Triumphing over my hangover meant that I was at last able to
think
, as Dido would have put it, instead of merely to think. I was no longer worried about Lyle; it was in her own best interests to keep quiet. But although I might succeed in ringing down the curtain with my usual masterly efficiency, I knew I had an absolute moral duty to establish why I had wound up in such an appalling mess.

It was no good merely telling myself my behaviour had resulted from the strain of the funeral and a surfeit of whisky. These factors, though not without significance in my journey over the brink of decency into lunacy, were mere irritants, exacerbating a situation which already existed. My sexual frustration was probably a more crucial factor than the strain and the drink; any man who returns from his honeymoon with his marriage unconsummated is bound to be in an unstable state. Nevertheless I felt I had to look past my sexual frustration too in order to perceive the complex problem beyond. Why, after all, had I returned from my honeymoon with an unconsummated marriage? Because I had married Dido, even though it had been patently obvious that she had profound psychological difficulties which included sexual frigidity. And why had I married her? It was no use now, at this stage of the game, to plead feebly that I was the victim of an
amour fou
. That explained nothing, and as a good Modernist I had to believe in a rational explanation.

Of course a psychologist would probably have jumped to the conclusion long since that I was a masochist, one of those unfortunate creatures who obtained sexual thrills from being maltreated by women. But the trouble with this theory was that it bore no relation to my private fantasies, which usually (since I was a good clergyman) I managed to suppress. In other words, I knew very well that if Dido and I were locked up naked together with a couple of unspeakable toys, it certainly wouldn’t be me who’d wind up chained to the bedpost and begging to be whipped. Every instinct told me that I was very far from being a masochist, but if I wasn’t a masochist, why on earth had I married Dido after all her appalling behaviour during our tortuous courtship?
I ADORE YOU
, I had declared in my recent telegram, and since I still wanted her I could only suppose this must be true, but if I wasn’t a masochist, how had this unlikely adoration managed to survive?

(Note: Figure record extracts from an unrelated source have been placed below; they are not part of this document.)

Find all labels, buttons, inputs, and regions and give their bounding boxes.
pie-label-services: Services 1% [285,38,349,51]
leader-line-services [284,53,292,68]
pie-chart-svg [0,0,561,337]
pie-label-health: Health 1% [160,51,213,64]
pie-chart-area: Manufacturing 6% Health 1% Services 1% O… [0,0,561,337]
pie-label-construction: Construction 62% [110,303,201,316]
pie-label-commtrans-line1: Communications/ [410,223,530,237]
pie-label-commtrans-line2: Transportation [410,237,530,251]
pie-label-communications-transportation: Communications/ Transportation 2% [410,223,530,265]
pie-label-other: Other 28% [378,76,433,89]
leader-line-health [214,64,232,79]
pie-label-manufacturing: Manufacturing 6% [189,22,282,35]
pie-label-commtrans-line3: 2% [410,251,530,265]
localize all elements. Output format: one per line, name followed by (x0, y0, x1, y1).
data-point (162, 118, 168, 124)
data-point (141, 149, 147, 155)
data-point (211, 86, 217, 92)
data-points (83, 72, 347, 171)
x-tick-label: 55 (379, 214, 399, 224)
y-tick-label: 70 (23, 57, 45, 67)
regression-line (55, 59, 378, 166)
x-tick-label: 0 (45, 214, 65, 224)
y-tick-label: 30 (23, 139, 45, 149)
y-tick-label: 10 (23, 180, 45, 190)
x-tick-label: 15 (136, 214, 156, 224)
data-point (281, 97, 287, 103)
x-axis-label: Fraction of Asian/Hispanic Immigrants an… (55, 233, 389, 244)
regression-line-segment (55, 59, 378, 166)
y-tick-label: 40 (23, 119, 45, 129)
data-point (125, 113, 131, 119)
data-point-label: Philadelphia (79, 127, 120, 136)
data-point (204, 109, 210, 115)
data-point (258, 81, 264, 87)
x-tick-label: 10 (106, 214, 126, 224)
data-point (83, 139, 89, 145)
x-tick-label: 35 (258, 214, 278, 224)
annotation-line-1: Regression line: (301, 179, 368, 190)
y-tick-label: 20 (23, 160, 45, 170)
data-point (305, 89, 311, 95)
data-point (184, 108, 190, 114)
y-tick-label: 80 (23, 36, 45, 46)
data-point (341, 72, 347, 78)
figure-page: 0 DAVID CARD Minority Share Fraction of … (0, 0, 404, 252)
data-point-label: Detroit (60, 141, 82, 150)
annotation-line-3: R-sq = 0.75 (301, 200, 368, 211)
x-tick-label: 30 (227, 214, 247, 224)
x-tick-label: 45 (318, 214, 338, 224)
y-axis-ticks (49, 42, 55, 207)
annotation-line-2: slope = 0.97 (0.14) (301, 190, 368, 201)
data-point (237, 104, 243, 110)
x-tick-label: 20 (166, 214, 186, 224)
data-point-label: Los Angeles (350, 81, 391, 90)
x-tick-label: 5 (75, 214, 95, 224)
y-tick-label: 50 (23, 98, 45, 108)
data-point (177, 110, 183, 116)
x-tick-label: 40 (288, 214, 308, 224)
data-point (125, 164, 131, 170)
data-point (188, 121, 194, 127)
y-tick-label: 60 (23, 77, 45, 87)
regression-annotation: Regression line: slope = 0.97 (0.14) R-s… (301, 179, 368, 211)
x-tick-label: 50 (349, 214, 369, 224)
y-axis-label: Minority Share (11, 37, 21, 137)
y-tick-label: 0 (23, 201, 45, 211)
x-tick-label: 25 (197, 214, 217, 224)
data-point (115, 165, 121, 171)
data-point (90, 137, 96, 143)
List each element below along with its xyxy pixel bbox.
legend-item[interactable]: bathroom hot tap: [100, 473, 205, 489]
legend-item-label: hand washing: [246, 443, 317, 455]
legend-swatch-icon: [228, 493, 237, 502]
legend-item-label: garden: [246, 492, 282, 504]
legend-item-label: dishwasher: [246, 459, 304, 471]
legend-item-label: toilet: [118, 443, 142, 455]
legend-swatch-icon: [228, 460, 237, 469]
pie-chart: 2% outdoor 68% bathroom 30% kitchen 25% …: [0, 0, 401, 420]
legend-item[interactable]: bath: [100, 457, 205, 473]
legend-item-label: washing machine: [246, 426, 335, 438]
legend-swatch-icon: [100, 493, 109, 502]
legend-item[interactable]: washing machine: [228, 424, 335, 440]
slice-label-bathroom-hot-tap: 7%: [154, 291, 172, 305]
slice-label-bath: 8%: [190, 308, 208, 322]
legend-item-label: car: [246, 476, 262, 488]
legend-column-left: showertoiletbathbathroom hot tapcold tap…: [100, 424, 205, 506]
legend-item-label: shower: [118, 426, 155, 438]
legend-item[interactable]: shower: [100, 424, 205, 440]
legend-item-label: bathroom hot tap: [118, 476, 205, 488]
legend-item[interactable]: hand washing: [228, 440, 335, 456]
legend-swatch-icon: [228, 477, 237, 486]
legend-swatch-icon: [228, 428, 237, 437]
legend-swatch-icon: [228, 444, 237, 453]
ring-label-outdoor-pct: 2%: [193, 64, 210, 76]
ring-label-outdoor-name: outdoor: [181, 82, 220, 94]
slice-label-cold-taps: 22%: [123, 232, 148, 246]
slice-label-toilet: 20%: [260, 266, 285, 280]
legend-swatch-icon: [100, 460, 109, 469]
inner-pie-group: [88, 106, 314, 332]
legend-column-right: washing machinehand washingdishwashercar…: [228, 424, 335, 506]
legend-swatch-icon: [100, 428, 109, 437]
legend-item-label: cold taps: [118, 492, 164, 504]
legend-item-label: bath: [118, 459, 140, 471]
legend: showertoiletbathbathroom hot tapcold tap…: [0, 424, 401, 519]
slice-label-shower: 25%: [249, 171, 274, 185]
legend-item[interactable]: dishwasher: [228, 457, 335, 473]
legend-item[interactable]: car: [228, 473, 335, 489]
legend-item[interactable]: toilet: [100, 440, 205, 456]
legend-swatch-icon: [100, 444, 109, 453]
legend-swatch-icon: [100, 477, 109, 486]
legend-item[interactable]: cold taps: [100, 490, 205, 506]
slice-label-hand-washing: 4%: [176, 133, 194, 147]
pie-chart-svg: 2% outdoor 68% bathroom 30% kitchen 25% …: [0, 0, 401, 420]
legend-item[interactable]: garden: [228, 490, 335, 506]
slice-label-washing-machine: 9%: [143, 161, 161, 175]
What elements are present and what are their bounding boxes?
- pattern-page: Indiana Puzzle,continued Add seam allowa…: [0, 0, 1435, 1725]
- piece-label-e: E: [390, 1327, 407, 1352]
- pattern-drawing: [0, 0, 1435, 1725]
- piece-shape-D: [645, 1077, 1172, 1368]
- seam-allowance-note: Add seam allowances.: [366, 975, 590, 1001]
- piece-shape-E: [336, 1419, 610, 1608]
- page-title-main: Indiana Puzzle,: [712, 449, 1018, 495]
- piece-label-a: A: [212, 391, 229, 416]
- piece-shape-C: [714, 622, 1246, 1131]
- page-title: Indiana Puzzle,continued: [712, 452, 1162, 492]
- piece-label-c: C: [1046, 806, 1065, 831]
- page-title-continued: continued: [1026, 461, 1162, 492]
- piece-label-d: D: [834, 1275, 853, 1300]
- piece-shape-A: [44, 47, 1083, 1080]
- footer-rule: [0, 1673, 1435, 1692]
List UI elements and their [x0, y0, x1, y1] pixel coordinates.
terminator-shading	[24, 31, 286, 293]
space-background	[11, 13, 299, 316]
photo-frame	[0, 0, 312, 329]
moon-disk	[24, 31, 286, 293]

It was all very well to tell myself (romantically) that I was endowed with inexhaustible patience, outstanding tenacity and a truly phenomenal Christian charity; it was all very well to tell myself (cynically) that I had to adore her in order to save the marriage and rescue myself from ruin. But what in heaven’s name, I asked myself in all honesty, was really going on? Even if I pleaded that I had fallen victim to the thrill of a challenge and the euphoria of chasing a first-class prize, I would still have to ask myself why I, a born survivor, had wound up taking such a suicidal course of action.